Jessica Simpson : Madison, Wisconsin East Towne Mall

Bargain bin Britney gets all Tiffany-ed up at the mall...

In a pop-culture world in which the lines between entertainment and marketing have been rendered meaningless, it’s somehow fitting that pop princess Jessica Simpson’s first headlining tour eschews traditional venues in favor of that high church of suburban materialism, the mall. Dubbed “The Dreamchaser Tour” (because Simpson, you know, followed her dreams and stuff), Simpson’s teenybopperpalooza finds five hapless acts performing on a travelling stage book-ended by giant blow-ups of Simpson herself, her cold, dead racoon eyes peering down on the crowd like a cruel mall deity.

Each of the evenings’ acts functions as a haphazard proxy for an exponentially bigger act. Sassy opener Toya bumps and grinds like a one-woman Destiny’s Child, Youngstown and Plus One offer dispirited imitations of *NSYNC, prefab pop stars Eden’s Crush soft-pedal girl power for tweens too young to remember the Spice Girls, while Simpson headlines as a poor man’s Britney Spears.

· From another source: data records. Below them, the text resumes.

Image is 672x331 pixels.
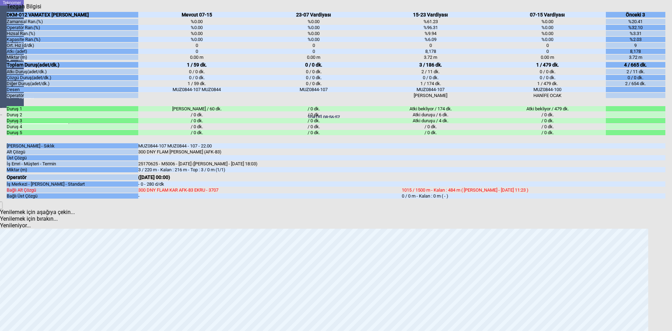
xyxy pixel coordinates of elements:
div: Alt Çözgü [7,149,138,154]
div: Bağlı Üst Çözgü [7,193,138,198]
div: %3.31 [606,31,665,36]
div: %6.09 [372,37,489,42]
div: Bağlı Alt Çözgü [7,187,138,192]
div: Üst Çözgü [7,155,138,160]
div: %9.94 [372,31,489,36]
div: Hızsal Ran.(%) [7,31,138,36]
div: 300 DNY FLAM KAR AFK-83 EKRU - 3707 [138,187,402,192]
div: Atkı Duruş(adet/dk.) [7,69,138,74]
div: %0.00 [489,37,606,42]
div: %0.00 [489,31,606,36]
div: Atki duruşu / 6 dk. [372,112,489,117]
div: 0 / 0 dk. [489,69,606,74]
div: / 0 dk. [138,112,255,117]
div: 3 / 186 dk. [372,62,489,68]
div: - [138,193,402,198]
div: İş Merkezi - [PERSON_NAME] - Standart [7,181,138,187]
div: İş Emri - Müşteri - Termin [7,161,138,166]
div: 1 / 479 dk. [489,81,606,86]
div: / 0 dk. [372,130,489,135]
div: / 0 dk. [138,130,255,135]
div: Toplam Duruş(adet/dk.) [7,62,138,68]
div: - 0 - 280 d/dk [138,181,402,187]
div: Diğer Duruş(adet/dk.) [7,81,138,86]
div: 0 / 0 dk. [255,75,372,80]
div: / 0 dk. [489,124,606,129]
div: %0.00 [255,37,372,42]
div: 0 / 0 m - Kalan : 0 m ( - ) [402,193,665,198]
div: Ort. Hız (d/dk) [7,43,138,48]
div: Miktar (m) [7,167,138,172]
div: 0 [138,49,255,54]
div: / 0 dk. [138,118,255,123]
div: 0.00 m [489,55,606,60]
div: / 0 dk. [255,124,372,129]
div: 07-15 Vardiyası [489,12,606,17]
div: Atkı (adet) [7,49,138,54]
div: 1 / 59 dk. [138,81,255,86]
div: 1 / 59 dk. [138,62,255,68]
div: 15-23 Vardiyası [372,12,489,17]
div: 0 [255,49,372,54]
div: Duruş 5 [7,130,138,135]
div: 0 / 0 dk. [255,62,372,68]
div: 0.00 m [138,55,255,60]
div: 0 [255,43,372,48]
div: Operatör Ran.(%) [7,25,138,30]
div: %0.00 [138,31,255,36]
div: MUZ0844-107 MUZ0844 - 107 - 22.00 [138,143,402,148]
div: Operatör [7,174,138,180]
div: 8,178 [372,49,489,54]
div: [PERSON_NAME] / 60 dk. [138,106,255,111]
div: 9 [606,43,665,48]
div: 0.00 m [255,55,372,60]
div: 25170625 - M5006 - [DATE] ([PERSON_NAME] - [DATE] 18:03) [138,161,402,166]
div: 0 / 0 dk. [606,75,665,80]
div: Atki bekliyor / 479 dk. [489,106,606,111]
div: Atki bekliyor / 174 dk. [372,106,489,111]
div: Operatör [7,93,138,98]
div: MUZ0844-100 [489,87,606,92]
div: MUZ0844-107 [372,87,489,92]
div: 2 / 11 dk. [372,69,489,74]
div: / 0 dk. [255,106,372,111]
div: 2 / 11 dk. [606,69,665,74]
div: / 0 dk. [255,130,372,135]
div: 4 / 665 dk. [606,62,665,68]
div: 0 / 0 dk. [138,69,255,74]
div: [PERSON_NAME] - Sıklık [7,143,138,148]
div: 0 [489,49,606,54]
div: %0.00 [138,25,255,30]
div: / 0 dk. [255,118,372,123]
div: Tezgah Bilgisi [7,3,44,10]
div: HANİFE OCAK [489,93,606,98]
div: %0.00 [489,25,606,30]
div: 0 [489,43,606,48]
div: 3.72 m [606,55,665,60]
div: 3 / 220 m - Kalan : 216 m - Top : 3 / 0 m (1/1) [138,167,402,172]
div: / 0 dk. [372,124,489,129]
div: / 0 dk. [255,112,372,117]
div: 1 / 479 dk. [489,62,606,68]
div: / 0 dk. [489,112,606,117]
div: DKM-012 VAMATEX [PERSON_NAME] [7,12,138,17]
div: / 0 dk. [489,130,606,135]
div: ([DATE] 00:00) [138,174,402,180]
div: %20.41 [606,19,665,24]
div: 300 DNY FLAM [PERSON_NAME] (AFK-83) [138,149,402,154]
div: Atki duruşu / 4 dk. [372,118,489,123]
div: %0.00 [489,19,606,24]
div: 23-07 Vardiyası [255,12,372,17]
div: 1 / 174 dk. [372,81,489,86]
div: %0.00 [138,37,255,42]
div: Duruş 4 [7,124,138,129]
div: %0.00 [255,25,372,30]
div: 0 / 0 dk. [372,75,489,80]
div: Önceki 3 [606,12,665,17]
div: Duruş 2 [7,112,138,117]
div: 0 / 0 dk. [489,75,606,80]
div: Çözgü Duruş(adet/dk.) [7,75,138,80]
div: %61.23 [372,19,489,24]
div: Kapasite Ran.(%) [7,37,138,42]
div: / 0 dk. [138,124,255,129]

But the acts aren’t just derivative of bigger pop stars: they’re depressingly inter-changeable as well. Each offers a tame set of watered-down R&B fortified with non-threatening hiphop attitude and topped off by crowd-pleasing banter asserting that Wisconsin is, in fact, “in da house”. It’s an environment that renders music thoroughly irrelevant, and indeed, Simpson’s set is distinguished not by its negligible artistic content, but rather by its retrograde variety-show format. Simpson dutifully belts out her hits, screeching notes high enough to send comatose dogs into epileptic fits during the ballads and grinding lasciviously in modified stripper-wear during the upbeat songs. But an equal amount of time is spent holding contests, engaging in lame skits, giving props to Jesus and admonishing the audience to follow their dreams.

That Simpson’s second-hand dreams bring her to a dumpy mall parking lot is fittingly ironic, but the crowd seems understandably too distracted by the show’s abundant bells and whistles to notice.